Salary of Doctors and Nurses in Italy
After the latest collective agreements, SSN doctors present salary ranges averaging € 60,000 to € 85,000/year gross, around R$ 382,000 to R$ 541,000/year. On a monthly basis, many contracts exist in the range of € 5,000 to € 7,000 gross/month, equivalent to R$ 31,800 to R$ 44,600/month, with the potential to exceed these levels in leadership positions, shifts, and in the private sector.
For nurses, consolidated salary sources indicate national average gross salaries close to € 50,000/year, about R$ 318,000/year, while advertisements in RSAs and hospitals show offers between € 1,800 and € 2,100 gross/month, approximately R$ 11,500 to R$ 13,400/month, with the possibility of additional benefits.
As for benefits, there are positions that include temporary housing (“alloggio incluso”) or housing assistance, more common in RSAs and areas with greater professional shortages. Airfare is available, but is not standard and occurs on an occasional basis.
Italian Citizenship by Descent in 2025
The citizenship reform of 2025 (DL 36/2025 converted into Law 74/2025) changed the iure sanguinis rule for those born outside Italy, as automatic transmission was limited to two generations (child or grandchild of an Italian born in Italy), with exceptions stipulated by law.
Another relevant change is that for foreigners whose parent or grandparent is (or was) an Italian citizen by birth, the required legal residency period for granting of citizenship has been reduced from 3 to 2 years, a pathway that may appeal to Brazilian descendants migrating with contract and residency. Do not confuse: it is not “automatic by working for 2 years”; it is a naturalization path with 2 years of legal residency.

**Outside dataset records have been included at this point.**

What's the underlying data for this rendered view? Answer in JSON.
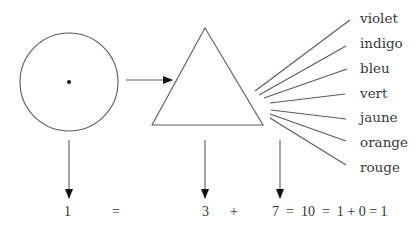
{
  "diagram": {
    "title": "",
    "colors": {
      "line": "#5a5a5a",
      "text": "#3a3a3a",
      "arrowhead": "#111111",
      "background": "#ffffff"
    },
    "nodes": [
      {
        "id": "circle",
        "shape": "circle-with-center-dot"
      },
      {
        "id": "prism",
        "shape": "triangle"
      }
    ],
    "spectrum_labels": [
      "violet",
      "indigo",
      "bleu",
      "vert",
      "jaune",
      "orange",
      "rouge"
    ],
    "equation": {
      "terms": [
        {
          "id": "t1",
          "text": "1"
        },
        {
          "id": "eq1",
          "text": "="
        },
        {
          "id": "t3",
          "text": "3"
        },
        {
          "id": "plus1",
          "text": "+"
        },
        {
          "id": "t7",
          "text": "7"
        },
        {
          "id": "rest",
          "text": "=  10  =  1 + 0 = 1"
        }
      ]
    }
  }
}
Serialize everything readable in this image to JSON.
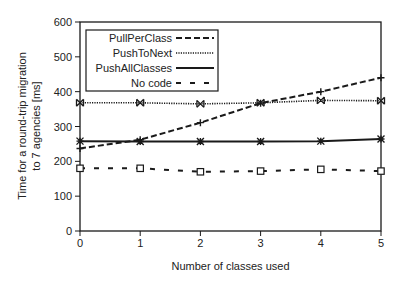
{
  "chart_data": {
    "type": "line",
    "title": "",
    "xlabel": "Number of classes used",
    "ylabel_lines": [
      "Time for a round-trip migration",
      "to 7 agencies [ms]"
    ],
    "ylabel": "Time for a round-trip migration to 7 agencies [ms]",
    "x": [
      0,
      1,
      2,
      3,
      4,
      5
    ],
    "xlim": [
      0,
      5
    ],
    "ylim": [
      0,
      600
    ],
    "xticks": [
      "0",
      "1",
      "2",
      "3",
      "4",
      "5"
    ],
    "yticks": [
      "0",
      "100",
      "200",
      "300",
      "400",
      "500",
      "600"
    ],
    "grid": false,
    "legend_position": "upper-left (inside)",
    "series": [
      {
        "name": "PullPerClass",
        "values": [
          237,
          262,
          311,
          367,
          400,
          440
        ],
        "line_style": "dashed",
        "marker": "plus"
      },
      {
        "name": "PushToNext",
        "values": [
          368,
          368,
          365,
          368,
          375,
          374
        ],
        "line_style": "dotted",
        "marker": "bowtie"
      },
      {
        "name": "PushAllClasses",
        "values": [
          258,
          257,
          257,
          257,
          258,
          264
        ],
        "line_style": "solid",
        "marker": "asterisk"
      },
      {
        "name": "No code",
        "values": [
          180,
          180,
          170,
          172,
          177,
          172
        ],
        "line_style": "sparse-dashed",
        "marker": "open-square"
      }
    ]
  },
  "colors": {
    "line": "#1a1a1a",
    "axis": "#1a1a1a",
    "background": "#ffffff"
  }
}
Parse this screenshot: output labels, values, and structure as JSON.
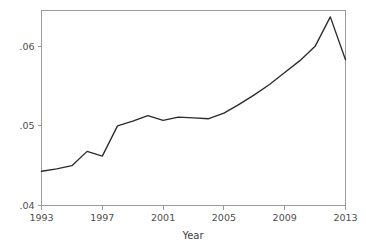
{
  "chart_data": {
    "type": "line",
    "title": "",
    "subtitle": "",
    "xlabel": "Year",
    "ylabel": "",
    "x": [
      1993,
      1994,
      1995,
      1996,
      1997,
      1998,
      1999,
      2000,
      2001,
      2002,
      2003,
      2004,
      2005,
      2006,
      2007,
      2008,
      2009,
      2010,
      2011,
      2012,
      2013
    ],
    "values": [
      0.0443,
      0.0446,
      0.045,
      0.0468,
      0.0462,
      0.05,
      0.0506,
      0.0513,
      0.0507,
      0.0511,
      0.051,
      0.0509,
      0.0516,
      0.0527,
      0.0539,
      0.0552,
      0.0567,
      0.0582,
      0.06,
      0.0637,
      0.0583
    ],
    "series": [
      {
        "name": "",
        "values": [
          0.0443,
          0.0446,
          0.045,
          0.0468,
          0.0462,
          0.05,
          0.0506,
          0.0513,
          0.0507,
          0.0511,
          0.051,
          0.0509,
          0.0516,
          0.0527,
          0.0539,
          0.0552,
          0.0567,
          0.0582,
          0.06,
          0.0637,
          0.0583
        ],
        "color": "#2b2b2b"
      }
    ],
    "xlim": [
      1993,
      2013
    ],
    "ylim": [
      0.04,
      0.0645
    ],
    "xticks": [
      1993,
      1997,
      2001,
      2005,
      2009,
      2013
    ],
    "xtick_labels": [
      "1993",
      "1997",
      "2001",
      "2005",
      "2009",
      "2013"
    ],
    "yticks": [
      0.04,
      0.05,
      0.06
    ],
    "ytick_labels": [
      ".04",
      ".05",
      ".06"
    ],
    "grid": false,
    "legend": false,
    "legend_position": "none",
    "frame_color": "#9a9a9a",
    "line_color": "#2b2b2b",
    "background_color": "#ffffff",
    "annotations": []
  },
  "axes": {
    "x_title": "Year",
    "y_title": ""
  }
}
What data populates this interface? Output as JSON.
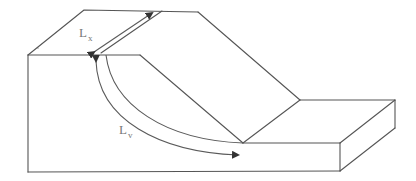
{
  "diagram": {
    "type": "slope block diagram",
    "labels": {
      "lx": {
        "main": "L",
        "sub": "x"
      },
      "lv": {
        "main": "L",
        "sub": "v"
      }
    },
    "colors": {
      "line": "#555555",
      "label": "#777777",
      "background": "#ffffff"
    }
  }
}
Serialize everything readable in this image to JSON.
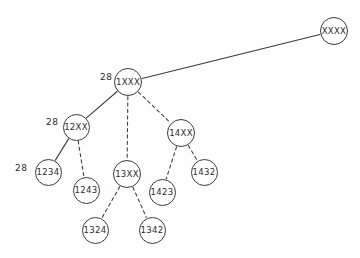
{
  "diagram": {
    "type": "tree",
    "background_color": "#fefefe",
    "stroke_color": "#3a3a3a",
    "text_color": "#2b2b2b",
    "node_radius": 13,
    "nodes": [
      {
        "id": "XXXX",
        "label": "XXXX",
        "x": 334,
        "y": 31,
        "r": 14,
        "font_size": 8.5
      },
      {
        "id": "1XXX",
        "label": "1XXX",
        "x": 128,
        "y": 82,
        "r": 14,
        "font_size": 8.5
      },
      {
        "id": "12XX",
        "label": "12XX",
        "x": 76,
        "y": 127,
        "r": 13.5,
        "font_size": 8.5
      },
      {
        "id": "13XX",
        "label": "13XX",
        "x": 127,
        "y": 174,
        "r": 14,
        "font_size": 8.5
      },
      {
        "id": "14XX",
        "label": "14XX",
        "x": 181,
        "y": 133,
        "r": 14,
        "font_size": 8.5
      },
      {
        "id": "1234",
        "label": "1234",
        "x": 48,
        "y": 172,
        "r": 13.5,
        "font_size": 8.5
      },
      {
        "id": "1243",
        "label": "1243",
        "x": 86,
        "y": 190,
        "r": 13.5,
        "font_size": 8.5
      },
      {
        "id": "1324",
        "label": "1324",
        "x": 95,
        "y": 230,
        "r": 13.5,
        "font_size": 8.5
      },
      {
        "id": "1342",
        "label": "1342",
        "x": 152,
        "y": 230,
        "r": 13.5,
        "font_size": 8.5
      },
      {
        "id": "1423",
        "label": "1423",
        "x": 162,
        "y": 192,
        "r": 13.5,
        "font_size": 8.5
      },
      {
        "id": "1432",
        "label": "1432",
        "x": 204,
        "y": 172,
        "r": 13.5,
        "font_size": 8.5
      }
    ],
    "edges": [
      {
        "from": "XXXX",
        "to": "1XXX",
        "style": "solid"
      },
      {
        "from": "1XXX",
        "to": "12XX",
        "style": "solid"
      },
      {
        "from": "1XXX",
        "to": "13XX",
        "style": "dashed"
      },
      {
        "from": "1XXX",
        "to": "14XX",
        "style": "dashed"
      },
      {
        "from": "12XX",
        "to": "1234",
        "style": "solid"
      },
      {
        "from": "12XX",
        "to": "1243",
        "style": "dashed"
      },
      {
        "from": "13XX",
        "to": "1324",
        "style": "dashed"
      },
      {
        "from": "13XX",
        "to": "1342",
        "style": "dashed"
      },
      {
        "from": "14XX",
        "to": "1423",
        "style": "dashed"
      },
      {
        "from": "14XX",
        "to": "1432",
        "style": "dashed"
      }
    ],
    "cost_labels": [
      {
        "id": "cost-1xxx",
        "text": "28",
        "x": 100,
        "y": 72,
        "font_size": 9
      },
      {
        "id": "cost-12xx",
        "text": "28",
        "x": 46,
        "y": 117,
        "font_size": 9
      },
      {
        "id": "cost-1234",
        "text": "28",
        "x": 15,
        "y": 163,
        "font_size": 9
      }
    ]
  }
}
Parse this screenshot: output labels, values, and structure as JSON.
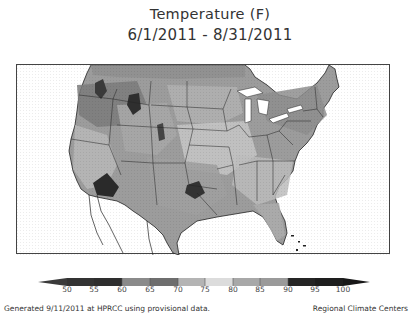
{
  "title": {
    "line1": "Temperature (F)",
    "line2": "6/1/2011 - 8/31/2011"
  },
  "map": {
    "region": "Contiguous United States",
    "variable": "Mean temperature (F)",
    "shading": "grayscale"
  },
  "colorbar": {
    "ticks": [
      "50",
      "55",
      "60",
      "65",
      "70",
      "75",
      "80",
      "85",
      "90",
      "95",
      "100"
    ],
    "bins": [
      {
        "range": "<50",
        "color": "#3a3a3a"
      },
      {
        "range": "50-55",
        "color": "#333333"
      },
      {
        "range": "55-60",
        "color": "#2e2e2e"
      },
      {
        "range": "60-65",
        "color": "#8a8a8a"
      },
      {
        "range": "65-70",
        "color": "#6e6e6e"
      },
      {
        "range": "70-75",
        "color": "#b4b4b4"
      },
      {
        "range": "75-80",
        "color": "#dcdcdc"
      },
      {
        "range": "80-85",
        "color": "#a8a8a8"
      },
      {
        "range": "85-90",
        "color": "#9a9a9a"
      },
      {
        "range": "90-95",
        "color": "#252525"
      },
      {
        "range": "95-100",
        "color": "#1e1e1e"
      },
      {
        "range": ">100",
        "color": "#181818"
      }
    ]
  },
  "footer": {
    "left": "Generated 9/11/2011 at HPRCC using provisional data.",
    "right": "Regional Climate Centers"
  }
}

The change was international news and seeks to ease the burden on consulates and combat fraud, but it also generated criticism for restricting access for distant descendants. For cases ongoing before the cut-off date, transition rules apply.
And what about you, do you think the Italian package, salary in euros, temporary housing, and accelerated rules, offsets the risks of bureaucracy and new citizenship demands? Let us know in the comments if you would consider building a career in Italian healthcare.